Associated Press and FRONTLINE (PBS) Win 2025 Asia Society Osborn Elliott Prize for Excellence in Journalism on Asia

AP Photo/David Goldman
New York; May 12, 2025 — Asia Society is pleased to announce that the 2025 Osborn Elliott Prize for Excellence in Journalism on Asia is being awarded to The Associated Press and FRONTLINE—the PBS investigative documentary series produced at GBH in Boston—for South Korea’s Adoption Reckoning. This project includes a series of investigative stories, an online interactive experience, and a documentary led by reporters Kim Tong-Hyung and Claire Galofaro, and director/producer Lora Moftah.
In announcing the award, the Osborn Elliott Prize Jury issued the following statement:
“This tour de force of reporting by Associated Press reporters Kim Tong-Hyung and Claire Galofaro and FRONTLINE (PBS) documented the costs of a generations-long South Korean program of sending children abroad for adoption. Started in the years after the Korean war, the program eventually sent more than 200,000 children to new homes mostly in Europe and North America. Years of painstaking document review and interviews with more than 100 adoptees revealed systemwide fraud and wrongdoing in the program, which in turn imposed a lifetime emotional toll on parents whose children were taken from them, sometimes without consent, and on the adoptees themselves, many of whom were never told or could never find the truth about their origins. The AP also found that many U.S. adoptees—from South Korea and other countries—were left without citizenship because of legal lapses that Congress failed to fix. The work of these journalists has caused Seoul to open up records, countries to review past adoption practices, and families around the world to re-examine their personal histories.”
Asia Society will host a special program in New York to honor this year’s winners on Tuesday, June 5. The Osborn Elliott prize, carrying a $10,000 cash award, is given annually by an independent jury to the best example of journalism about Asia during the previous calendar year.
In noting the quality and breadth of the entries for the Osborn Elliott Prize this year, the jury praised a Bloomberg entry titled The Egg:
“In particular, the Jury recognizes another powerful example of transnational reporting by Bloomberg News, whose reporters tracked the international commerce in human eggs, part of a $35 billion global fertility industry in which Asia plays a crucial role. In much the same way that wealthy countries once patronized Korea for babies, today wealthy families may acquire eggs or pay for surrogates from people in other countries.”
The jury for the Osborn Elliott Prize is chaired by Marcus Brauchli, managing partner of North Base Media and the former top editor of both The Washington Post and The Wall Street Journal. Jurors for the 2025 prize are: Dorinda Elliott, Executive Director of the Fairbank Center for Chinese Studies at Harvard University and formerly with Newsweek; Nisid Hajari, author, member of the Bloomberg editorial board and a former top editor at Newsweek; Zuraidah Ibrahim, Executive Managing Editor, South China Morning Post; and Norman Pearlstine, media executive and advisor and former top editor at the Los Angeles Times, Time Inc., and The Wall Street Journal.
The Osborn Elliott Prize for Excellence in Journalism on Asia, affectionately referred to as the “Oz Prize,” honors the late Osborn Elliott, legendary journalist, author and former editor-in-chief of Newsweek. Elliott was a leading figure in the field of journalism who became one of the earliest practitioners of “civic journalism”—the deliberate focusing of the journalistic enterprise on urgent issues of public policy.
Recent winners of the prize include The Outlaw Ocean Project (2024) for “China: The Superpower of Seafood,” Sue-Lin Wong and David Rennie, The Economist (2023) for their China coverage, Matthieu Aikins and Jim Huylebroek, New York Times Magazine (2022) for “Inside the Fall of Kabul,” and Alice Su, Los Angeles Times (2021) for China coverage. Find out more about the Oz Prize and prior winners at AsiaSociety.org/OzPrize.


◆ **Problem description**
The response must contain every line below in which "Operador" appears.
=== Begin Enclosure ===
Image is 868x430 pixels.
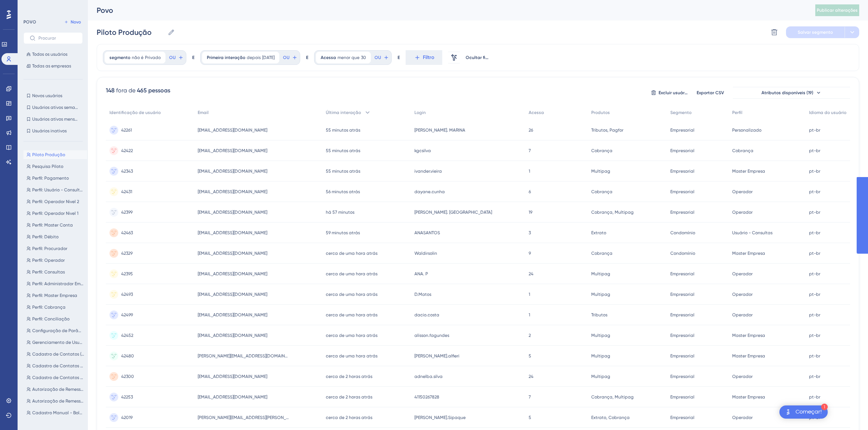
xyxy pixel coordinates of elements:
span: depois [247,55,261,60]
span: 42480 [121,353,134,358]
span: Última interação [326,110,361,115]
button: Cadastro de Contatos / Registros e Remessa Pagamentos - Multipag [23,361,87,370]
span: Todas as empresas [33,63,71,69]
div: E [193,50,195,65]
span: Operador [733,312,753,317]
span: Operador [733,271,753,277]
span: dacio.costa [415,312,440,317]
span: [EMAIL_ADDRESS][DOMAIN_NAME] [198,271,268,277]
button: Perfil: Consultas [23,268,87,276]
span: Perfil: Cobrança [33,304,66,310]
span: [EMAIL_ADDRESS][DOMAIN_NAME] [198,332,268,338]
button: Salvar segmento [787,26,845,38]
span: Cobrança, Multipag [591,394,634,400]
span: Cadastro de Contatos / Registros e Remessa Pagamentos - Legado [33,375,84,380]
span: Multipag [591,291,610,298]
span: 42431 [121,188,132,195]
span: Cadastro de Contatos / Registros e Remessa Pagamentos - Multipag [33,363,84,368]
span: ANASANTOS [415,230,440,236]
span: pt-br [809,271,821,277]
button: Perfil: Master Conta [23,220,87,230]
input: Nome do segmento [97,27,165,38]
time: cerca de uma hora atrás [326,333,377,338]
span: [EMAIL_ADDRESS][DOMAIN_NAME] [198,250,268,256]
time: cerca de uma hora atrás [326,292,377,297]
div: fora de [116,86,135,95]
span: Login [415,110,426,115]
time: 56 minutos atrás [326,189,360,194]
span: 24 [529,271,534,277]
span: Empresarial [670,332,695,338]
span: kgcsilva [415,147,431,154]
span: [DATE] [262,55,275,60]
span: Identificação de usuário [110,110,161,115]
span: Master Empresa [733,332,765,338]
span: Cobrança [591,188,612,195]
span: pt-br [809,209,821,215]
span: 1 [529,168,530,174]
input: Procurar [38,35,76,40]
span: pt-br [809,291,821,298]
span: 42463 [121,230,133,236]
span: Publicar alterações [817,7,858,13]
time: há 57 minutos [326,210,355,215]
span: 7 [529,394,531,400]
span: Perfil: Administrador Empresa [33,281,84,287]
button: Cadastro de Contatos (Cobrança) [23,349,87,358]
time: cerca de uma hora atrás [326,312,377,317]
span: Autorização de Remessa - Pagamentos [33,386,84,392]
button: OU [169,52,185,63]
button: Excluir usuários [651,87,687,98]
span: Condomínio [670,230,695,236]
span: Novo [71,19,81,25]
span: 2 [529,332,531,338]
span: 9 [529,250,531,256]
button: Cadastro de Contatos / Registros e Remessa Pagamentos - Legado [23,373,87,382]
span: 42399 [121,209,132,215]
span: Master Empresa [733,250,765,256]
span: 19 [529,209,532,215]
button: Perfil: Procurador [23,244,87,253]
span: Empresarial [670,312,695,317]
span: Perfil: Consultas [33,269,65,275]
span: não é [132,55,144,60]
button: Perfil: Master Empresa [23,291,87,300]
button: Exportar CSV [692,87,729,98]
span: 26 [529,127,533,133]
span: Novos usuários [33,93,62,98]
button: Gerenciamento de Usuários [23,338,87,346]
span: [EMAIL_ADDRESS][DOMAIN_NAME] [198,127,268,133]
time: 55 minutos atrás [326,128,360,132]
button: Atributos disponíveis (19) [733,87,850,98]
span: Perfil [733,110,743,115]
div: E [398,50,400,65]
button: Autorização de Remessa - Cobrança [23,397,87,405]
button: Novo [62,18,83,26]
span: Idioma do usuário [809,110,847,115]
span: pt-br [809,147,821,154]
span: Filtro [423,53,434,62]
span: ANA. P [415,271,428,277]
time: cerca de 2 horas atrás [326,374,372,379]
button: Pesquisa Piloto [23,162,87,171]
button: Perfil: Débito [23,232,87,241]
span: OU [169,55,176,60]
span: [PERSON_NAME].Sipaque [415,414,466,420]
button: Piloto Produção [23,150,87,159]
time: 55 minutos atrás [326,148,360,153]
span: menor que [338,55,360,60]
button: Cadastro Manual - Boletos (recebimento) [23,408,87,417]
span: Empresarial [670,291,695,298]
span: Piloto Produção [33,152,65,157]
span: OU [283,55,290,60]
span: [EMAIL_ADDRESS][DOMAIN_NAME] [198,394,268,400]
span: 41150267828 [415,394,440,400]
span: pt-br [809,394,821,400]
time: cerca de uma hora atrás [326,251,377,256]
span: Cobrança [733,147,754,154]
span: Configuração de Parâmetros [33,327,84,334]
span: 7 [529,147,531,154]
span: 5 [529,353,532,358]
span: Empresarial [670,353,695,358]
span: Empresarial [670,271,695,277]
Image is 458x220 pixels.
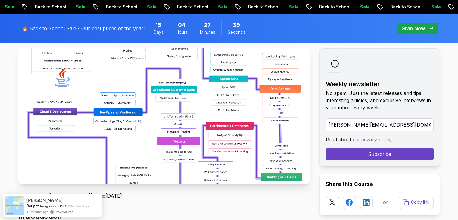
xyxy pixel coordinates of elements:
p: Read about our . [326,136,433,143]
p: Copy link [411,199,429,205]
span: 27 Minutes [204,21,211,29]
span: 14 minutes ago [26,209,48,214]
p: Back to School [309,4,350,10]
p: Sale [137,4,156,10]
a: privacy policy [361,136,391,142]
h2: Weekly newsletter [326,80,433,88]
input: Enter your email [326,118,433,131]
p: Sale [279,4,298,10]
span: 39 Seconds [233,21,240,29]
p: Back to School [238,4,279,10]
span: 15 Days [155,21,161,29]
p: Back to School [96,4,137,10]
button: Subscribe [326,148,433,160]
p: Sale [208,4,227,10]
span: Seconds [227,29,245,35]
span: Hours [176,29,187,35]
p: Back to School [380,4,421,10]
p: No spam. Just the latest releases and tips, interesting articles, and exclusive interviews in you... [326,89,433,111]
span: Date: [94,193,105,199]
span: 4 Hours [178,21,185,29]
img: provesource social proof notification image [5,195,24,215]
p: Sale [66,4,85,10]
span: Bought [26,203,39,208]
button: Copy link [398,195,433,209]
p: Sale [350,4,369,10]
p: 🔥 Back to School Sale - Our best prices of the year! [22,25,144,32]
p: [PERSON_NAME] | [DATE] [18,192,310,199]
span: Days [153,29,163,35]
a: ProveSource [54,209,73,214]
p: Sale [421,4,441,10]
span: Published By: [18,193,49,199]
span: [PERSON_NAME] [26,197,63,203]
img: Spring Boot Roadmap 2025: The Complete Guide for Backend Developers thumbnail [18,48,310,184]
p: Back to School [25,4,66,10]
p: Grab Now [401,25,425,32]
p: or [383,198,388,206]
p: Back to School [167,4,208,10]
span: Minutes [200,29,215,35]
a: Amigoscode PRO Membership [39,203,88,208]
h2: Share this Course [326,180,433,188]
=== End Enclosure ===
◆ **Response area**
span: Operador [733,312,753,317]
span: Operador [733,271,753,277]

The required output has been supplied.